Regarding Minerals and Petroleum and Mineral Aggregate Resources, PALS comments are informed by long involvement in land use planning in Ontario going back to 1976. In this regard we are familiar with a land use planning system that operated without the use of a PPS. It appears that the first policy statement to be developed by the province, once they were provided for by revisions to the Planning Act, was done to protect aggregate resources.
The main impact of the creation of a Mineral Aggregate Policy Statement was to remove the ability of municipalities to restrict the establishment of new licensed pits and quarries through the establishment of zoning controls. Although this situation before the development of the Mineral Aggregate Policy Statement led to the defeat of a number of proposals for the establishment of new quarries, we are not aware of any studies which documented, as is frequently alleged, that this resulted in a shortage of aggregate in various regional markets of the province. Indeed at the time, unrebutted studies by the Foundation for Aggregate Studies showed an abundance of supply in existing licensed operations.

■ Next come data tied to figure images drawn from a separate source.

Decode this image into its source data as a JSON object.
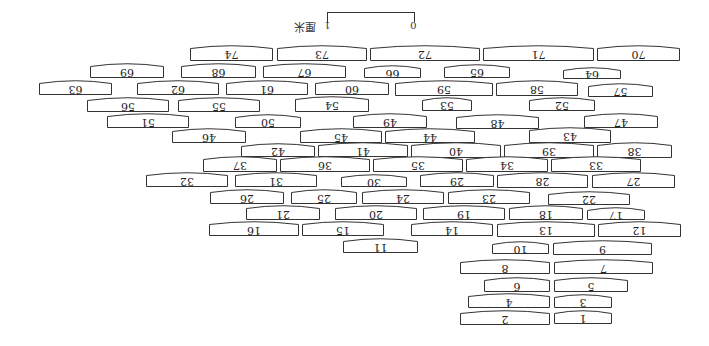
{
  "figure": {
    "orientation": "rotated-180",
    "stroke_color": "#333333",
    "fill_color": "#ffffff"
  },
  "scale_bar": {
    "start_label": "0",
    "end_label": "1",
    "unit_label": "厘米"
  },
  "tiles": [
    {
      "label": "74",
      "x": 190,
      "y": 48,
      "w": 83,
      "h": 13
    },
    {
      "label": "73",
      "x": 277,
      "y": 48,
      "w": 90,
      "h": 13
    },
    {
      "label": "72",
      "x": 370,
      "y": 48,
      "w": 110,
      "h": 13
    },
    {
      "label": "71",
      "x": 483,
      "y": 48,
      "w": 111,
      "h": 13
    },
    {
      "label": "70",
      "x": 597,
      "y": 48,
      "w": 83,
      "h": 13
    },
    {
      "label": "69",
      "x": 90,
      "y": 66,
      "w": 74,
      "h": 12
    },
    {
      "label": "68",
      "x": 181,
      "y": 66,
      "w": 75,
      "h": 12
    },
    {
      "label": "67",
      "x": 263,
      "y": 66,
      "w": 83,
      "h": 12
    },
    {
      "label": "66",
      "x": 364,
      "y": 68,
      "w": 57,
      "h": 10
    },
    {
      "label": "65",
      "x": 444,
      "y": 67,
      "w": 66,
      "h": 11
    },
    {
      "label": "64",
      "x": 563,
      "y": 70,
      "w": 58,
      "h": 9
    },
    {
      "label": "63",
      "x": 39,
      "y": 83,
      "w": 73,
      "h": 12
    },
    {
      "label": "62",
      "x": 137,
      "y": 83,
      "w": 82,
      "h": 12
    },
    {
      "label": "61",
      "x": 226,
      "y": 83,
      "w": 82,
      "h": 12
    },
    {
      "label": "60",
      "x": 315,
      "y": 83,
      "w": 74,
      "h": 12
    },
    {
      "label": "59",
      "x": 395,
      "y": 83,
      "w": 98,
      "h": 13
    },
    {
      "label": "58",
      "x": 496,
      "y": 83,
      "w": 82,
      "h": 13
    },
    {
      "label": "57",
      "x": 588,
      "y": 86,
      "w": 65,
      "h": 11
    },
    {
      "label": "56",
      "x": 87,
      "y": 100,
      "w": 82,
      "h": 12
    },
    {
      "label": "55",
      "x": 178,
      "y": 100,
      "w": 82,
      "h": 12
    },
    {
      "label": "54",
      "x": 295,
      "y": 99,
      "w": 74,
      "h": 13
    },
    {
      "label": "53",
      "x": 422,
      "y": 100,
      "w": 50,
      "h": 11
    },
    {
      "label": "52",
      "x": 529,
      "y": 100,
      "w": 66,
      "h": 11
    },
    {
      "label": "51",
      "x": 107,
      "y": 116,
      "w": 82,
      "h": 12
    },
    {
      "label": "50",
      "x": 235,
      "y": 117,
      "w": 66,
      "h": 11
    },
    {
      "label": "49",
      "x": 353,
      "y": 116,
      "w": 74,
      "h": 12
    },
    {
      "label": "48",
      "x": 456,
      "y": 117,
      "w": 83,
      "h": 12
    },
    {
      "label": "47",
      "x": 584,
      "y": 116,
      "w": 74,
      "h": 12
    },
    {
      "label": "46",
      "x": 172,
      "y": 131,
      "w": 74,
      "h": 12
    },
    {
      "label": "45",
      "x": 300,
      "y": 131,
      "w": 82,
      "h": 12
    },
    {
      "label": "44",
      "x": 385,
      "y": 131,
      "w": 90,
      "h": 12
    },
    {
      "label": "43",
      "x": 529,
      "y": 130,
      "w": 82,
      "h": 13
    },
    {
      "label": "42",
      "x": 241,
      "y": 146,
      "w": 74,
      "h": 11
    },
    {
      "label": "41",
      "x": 318,
      "y": 145,
      "w": 90,
      "h": 12
    },
    {
      "label": "40",
      "x": 411,
      "y": 145,
      "w": 90,
      "h": 13
    },
    {
      "label": "39",
      "x": 504,
      "y": 145,
      "w": 90,
      "h": 13
    },
    {
      "label": "38",
      "x": 597,
      "y": 145,
      "w": 75,
      "h": 13
    },
    {
      "label": "37",
      "x": 203,
      "y": 159,
      "w": 74,
      "h": 13
    },
    {
      "label": "36",
      "x": 280,
      "y": 159,
      "w": 90,
      "h": 13
    },
    {
      "label": "35",
      "x": 373,
      "y": 159,
      "w": 90,
      "h": 13
    },
    {
      "label": "34",
      "x": 466,
      "y": 159,
      "w": 82,
      "h": 13
    },
    {
      "label": "33",
      "x": 551,
      "y": 159,
      "w": 90,
      "h": 13
    },
    {
      "label": "32",
      "x": 146,
      "y": 175,
      "w": 82,
      "h": 12
    },
    {
      "label": "31",
      "x": 235,
      "y": 175,
      "w": 82,
      "h": 12
    },
    {
      "label": "30",
      "x": 341,
      "y": 177,
      "w": 66,
      "h": 10
    },
    {
      "label": "29",
      "x": 420,
      "y": 175,
      "w": 74,
      "h": 12
    },
    {
      "label": "28",
      "x": 497,
      "y": 175,
      "w": 91,
      "h": 13
    },
    {
      "label": "27",
      "x": 592,
      "y": 175,
      "w": 83,
      "h": 13
    },
    {
      "label": "26",
      "x": 210,
      "y": 192,
      "w": 74,
      "h": 12
    },
    {
      "label": "25",
      "x": 291,
      "y": 192,
      "w": 66,
      "h": 12
    },
    {
      "label": "24",
      "x": 362,
      "y": 192,
      "w": 82,
      "h": 12
    },
    {
      "label": "23",
      "x": 448,
      "y": 192,
      "w": 82,
      "h": 12
    },
    {
      "label": "22",
      "x": 548,
      "y": 194,
      "w": 82,
      "h": 11
    },
    {
      "label": "21",
      "x": 246,
      "y": 208,
      "w": 74,
      "h": 12
    },
    {
      "label": "20",
      "x": 335,
      "y": 208,
      "w": 82,
      "h": 12
    },
    {
      "label": "19",
      "x": 423,
      "y": 208,
      "w": 82,
      "h": 12
    },
    {
      "label": "18",
      "x": 509,
      "y": 208,
      "w": 74,
      "h": 12
    },
    {
      "label": "17",
      "x": 587,
      "y": 210,
      "w": 58,
      "h": 10
    },
    {
      "label": "16",
      "x": 209,
      "y": 224,
      "w": 90,
      "h": 12
    },
    {
      "label": "15",
      "x": 302,
      "y": 224,
      "w": 82,
      "h": 12
    },
    {
      "label": "14",
      "x": 411,
      "y": 224,
      "w": 82,
      "h": 12
    },
    {
      "label": "13",
      "x": 497,
      "y": 224,
      "w": 98,
      "h": 13
    },
    {
      "label": "12",
      "x": 598,
      "y": 224,
      "w": 83,
      "h": 13
    },
    {
      "label": "11",
      "x": 343,
      "y": 241,
      "w": 75,
      "h": 12
    },
    {
      "label": "10",
      "x": 492,
      "y": 244,
      "w": 57,
      "h": 10
    },
    {
      "label": "9",
      "x": 553,
      "y": 243,
      "w": 99,
      "h": 12
    },
    {
      "label": "8",
      "x": 460,
      "y": 262,
      "w": 90,
      "h": 12
    },
    {
      "label": "7",
      "x": 554,
      "y": 262,
      "w": 99,
      "h": 12
    },
    {
      "label": "6",
      "x": 484,
      "y": 280,
      "w": 66,
      "h": 12
    },
    {
      "label": "5",
      "x": 554,
      "y": 280,
      "w": 74,
      "h": 12
    },
    {
      "label": "4",
      "x": 468,
      "y": 296,
      "w": 82,
      "h": 12
    },
    {
      "label": "3",
      "x": 554,
      "y": 297,
      "w": 58,
      "h": 11
    },
    {
      "label": "2",
      "x": 460,
      "y": 313,
      "w": 90,
      "h": 12
    },
    {
      "label": "1",
      "x": 554,
      "y": 313,
      "w": 58,
      "h": 11
    }
  ]
}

In general PALS finds that the draft PPS we are currently reviewing is depressingly familiar to other revisions to the planning system in Ontario since 1976. In this regard what is most disturbing is the suggestion in the draft PPS under Policy 2.4.2.2, that "significant areas of mineral potential" and "known petroleum resources" "shall be identified." This appears ominously similar to changes in the planning regime in Ontario in the early 1980s which negated policies for forest and agricultural protection through extensive mapping of potential aggregate resources. That this proposed change is now being circulated is disturbing , what with the new potential conflicts between fracking for natural gas and protection of ground water resources.
PALS is supportive of the tougher requirements for rehabilitation on speciality crop lands for aggregate extraction. Even here however, the draft PPS would waive these requirements if aggregate resources are below the water table. This policy is quite inappropriate considering the limited extent of lands which are now designated for Specialty Crops. These are restricted currently, (although this situation should be remedied through a consultation long overdue of other areas) to the Niagara Fruit Belt and the Holland Marsh. Priority for such additional mappings should be in Niagara on lands in Niagara Falls immediately south of the currently designated Good Grape area below Mountain Road. This policy appears to be directed solely to facilitate deep excavation in the Town of Pelham.
While it is understandable that lands that are not Speciality Crop could be rehabilitated into a natural environment condition, there are challenges to the best designed rehabilitation projects which are not considered in the PPS. Rehabilitation will be more difficult because of the unpredictability caused by climate change.
The Aggregate Resources Section is made more problematic because of the clearer relationship in the proposed draft with other policies. Under such circumstances if a municipality were to chose to prohibit development and site alteration in Significant Woodland, the impact of such a Council decision would be negated in circumstances where there was an identified aggregate, mineral or petroleum resource that was identified for protection.
20. PALS Hopes a Stronger Planning Framework Will Emerge From PPS Consultations.
In summary, PALS hopes that a stronger land use planning framework will emerge out of the consultations regarding the PPS review. Many of the issues identified in the review are related in subtle ways. Urban sprawl for instance encourages expressways which consume large amounts of aggregate. It is to be hoped that a holistic vision will guide those who make the final decisions in this process.